From Chuck Memering of Southgate, MI, US
Materials Required: I have converted my back bulletin board into a football field with 6 ft. X 8 ft. paper goal on the wall next to it, a chalkboard and the material you teach.
Activity Time: 45 minutes
Concepts Taught: Language Arts
After teaching my students proper professional editing marks
for the first two weeks of the year, I am ready to start football season. We
team teach, and I have four blocks of Language Arts class. Each block
chooses a team name and competes against an imaginary opponent each week.
The two blocks with the best record play for the hallowed Language Arts
Football Championship Trophy that I keep in the school's trophy case.
Set up: I have converted my back bulletin board into a football field with 6
ft.

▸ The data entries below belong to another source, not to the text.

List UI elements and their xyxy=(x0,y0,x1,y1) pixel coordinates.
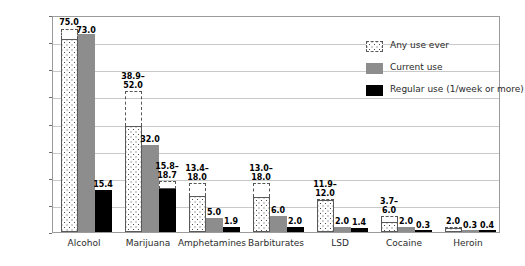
plot-area: 75.073.015.438.9–52.032.015.8–18.713.4–1… xyxy=(52,16,500,233)
value-label: 13.0–18.0 xyxy=(244,164,279,182)
bar-amphetamines-regular xyxy=(223,227,240,232)
range-extension xyxy=(125,91,142,127)
x-tick-label-heroin: Heroin xyxy=(428,238,508,248)
value-label: 1.4 xyxy=(342,218,377,227)
bar-group: 13.0–18.06.02.0 xyxy=(253,15,304,232)
value-label: 73.0 xyxy=(69,26,104,35)
bar-alcohol-current xyxy=(78,34,95,232)
bar-alcohol-regular xyxy=(95,190,112,232)
bar-marijuana-current xyxy=(142,145,159,232)
bar-alcohol-any xyxy=(61,39,78,232)
dotted-swatch-icon xyxy=(366,41,383,52)
range-extension xyxy=(189,183,206,195)
gray-swatch-icon xyxy=(366,63,383,74)
black-swatch-icon xyxy=(366,85,383,96)
bar-group: 2.00.30.4 xyxy=(445,15,496,232)
range-extension xyxy=(253,183,270,197)
legend-label: Any use ever xyxy=(390,40,449,50)
value-label: 32.0 xyxy=(133,135,168,144)
bar-heroin-regular xyxy=(479,230,496,232)
y-tick-mark xyxy=(49,233,52,234)
value-label: 6.0 xyxy=(261,206,296,215)
value-label: 11.9–12.0 xyxy=(308,180,343,198)
bar-chart: Percent 01020304050607080 75.073.015.438… xyxy=(0,0,525,266)
bar-marijuana-regular xyxy=(159,189,176,232)
value-label: 1.9 xyxy=(214,217,249,226)
range-extension xyxy=(317,199,334,200)
value-label: 3.7–6.0 xyxy=(372,197,407,215)
bar-lsd-regular xyxy=(351,228,368,232)
value-label: 13.4–18.0 xyxy=(180,164,215,182)
value-label: 0.4 xyxy=(470,221,505,230)
legend-label: Current use xyxy=(390,62,443,72)
bar-heroin-current xyxy=(462,230,479,232)
bar-group: 75.073.015.4 xyxy=(61,15,112,232)
bar-lsd-current xyxy=(334,227,351,232)
bar-group: 13.4–18.05.01.9 xyxy=(189,15,240,232)
value-label: 38.9–52.0 xyxy=(116,72,151,90)
bar-cocaine-regular xyxy=(415,230,432,232)
bar-group: 38.9–52.032.015.8–18.7 xyxy=(125,15,176,232)
bar-group: 11.9–12.02.01.4 xyxy=(317,15,368,232)
value-label: 15.4 xyxy=(86,180,121,189)
legend-label: Regular use (1/week or more) xyxy=(390,84,524,94)
bar-barbiturates-regular xyxy=(287,227,304,232)
value-label: 2.0 xyxy=(278,217,313,226)
range-extension xyxy=(159,181,176,189)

X 8 ft. paper goal posts on the wall next to it. You can make a smaller
field on paper if space is a problem. I would not sacrifice the field goal
posts though. They are a huge part of the excitement. After field set up,
you will need to make your yardage cards. Write yardage amounts in 5-yard
increments on 1 X 1 inch squares of paper and laminate them. I made 30 five
yard gains, 25 ten yard gains, 20 fifteen yard gains, 15 twenty yard gains,
10 twenty-five yard gains, and 5 fifty yard gains. I also threw in 5 fumbles
and 5 interceptions to keep things interesting. Now, all you need is a chalk
board and the material you teach.
Playing the game: Start the game with a coin toss to determine if the class
gets the ball first or is on defense first. We'll be optimistic and say they
won the toss. Start them out on their own 25-yard-line. It is first and 10.

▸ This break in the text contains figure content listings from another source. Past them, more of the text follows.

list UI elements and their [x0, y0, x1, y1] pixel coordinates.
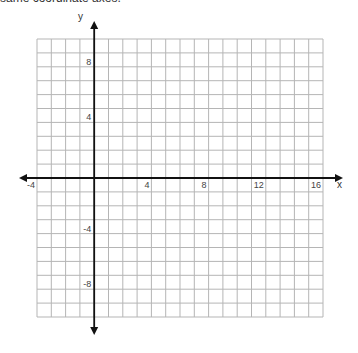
arrow-up-icon: [90, 21, 98, 29]
x-tick-label: -4: [27, 180, 35, 190]
x-tick-label: 16: [311, 180, 321, 190]
arrow-down-icon: [90, 327, 98, 335]
x-tick-label: 12: [254, 180, 264, 190]
y-tick-label: 8: [86, 57, 91, 67]
x-axis-label: x: [337, 179, 342, 190]
x-tick-label: 4: [144, 180, 149, 190]
arrow-left-icon: [19, 174, 27, 182]
y-tick-label: -4: [83, 224, 91, 234]
y-axis-label: y: [78, 11, 83, 22]
y-tick-label: 4: [86, 112, 91, 122]
y-tick-label: -8: [83, 279, 91, 289]
x-tick-label: 8: [202, 180, 207, 190]
coordinate-plane: -448121684-4-8 y x: [0, 0, 358, 353]
tick-labels: -448121684-4-8: [27, 57, 321, 289]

Have two students working as teammates come up to the board and draw a
yardage card. Let's say they drew a 15 yard gain. You can now put an
incorrect sentence on the board to be edited or ask them a question about
whatever it is your teaching. I use it for everything I ever cover in my
class. If they get it right, they gain the yardage they picked (in this case
15 yards). If they don't get it right it is now 2nd down and so on. They
move down the field until they get a touchdown or have to settle for a field
goal. This is where the goalposts come into play. Whoever scores the
touchdown, gets to kick the extra point with my Nerf football. When students
are on defense the game is played the same, except that they are trying to
stop that week's imaginary opponent from gaining the yardage they draw.
Overview: It's a fantastic mastery learning technique. Whatever we learned
in September is kept fresh in March through Language Arts Football. My kids
are excellent editors because of it also.
I posted this back in 1995. I'm happy to see that someone is still using it. I hope your students are having fun.